US poet. His accessible, colloquial (written in local, informal dialect) blank verse, often flavoured with New England speech patterns, is written with an individual voice and penetrating vision. His poems include Mending Wall (Something there is that does not love a wall), The Road Not Taken, and Stopping by Woods on a Snowy Evening. They are collected in
Complete Poems (1951).
Born in San Francisco, Frost was raised in New England, where he attended Dartmouth College and Harvard University for brief periods. After Harvard, where he failed to graduate, his varied occupations included work as a teacher, cobbler, and editor, before he settled as a farmer in New Hampshire for 11 years. In 1912 he went to England where he met English writers Rupert
Brooke, Lascelles Abercrombie, Edward
Thomas, along with other poets. His first book of verse,
A Boy's Will, was published the following year.
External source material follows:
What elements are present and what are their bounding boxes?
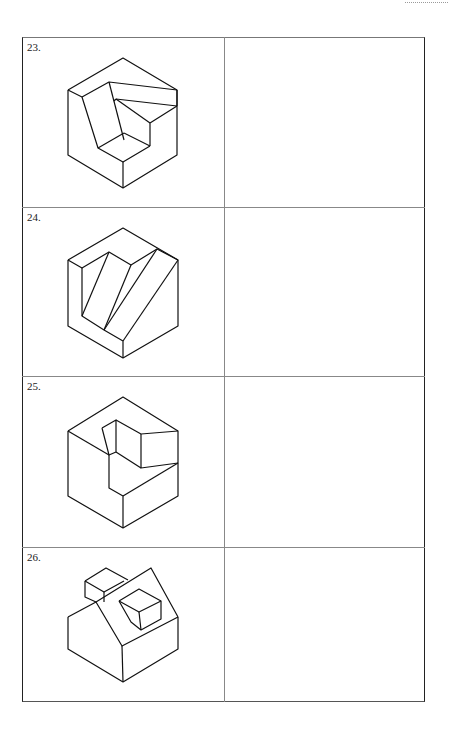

In 1915 Frost returned to the USA and held various university posts; he was professor of poetry at Harvard 1936. Other works include
North of Boston (1914),
New Hampshire (1924; Pulitzer Prize),
Collected Poems (1930; Pulitzer Prize),
A Further Range (1936; Pulitzer Prize), and
A Witness Tree (1942; Pulitzer Prize). In 1961 he read his The Gift Outright at the inauguration of US president, John F Kennedy.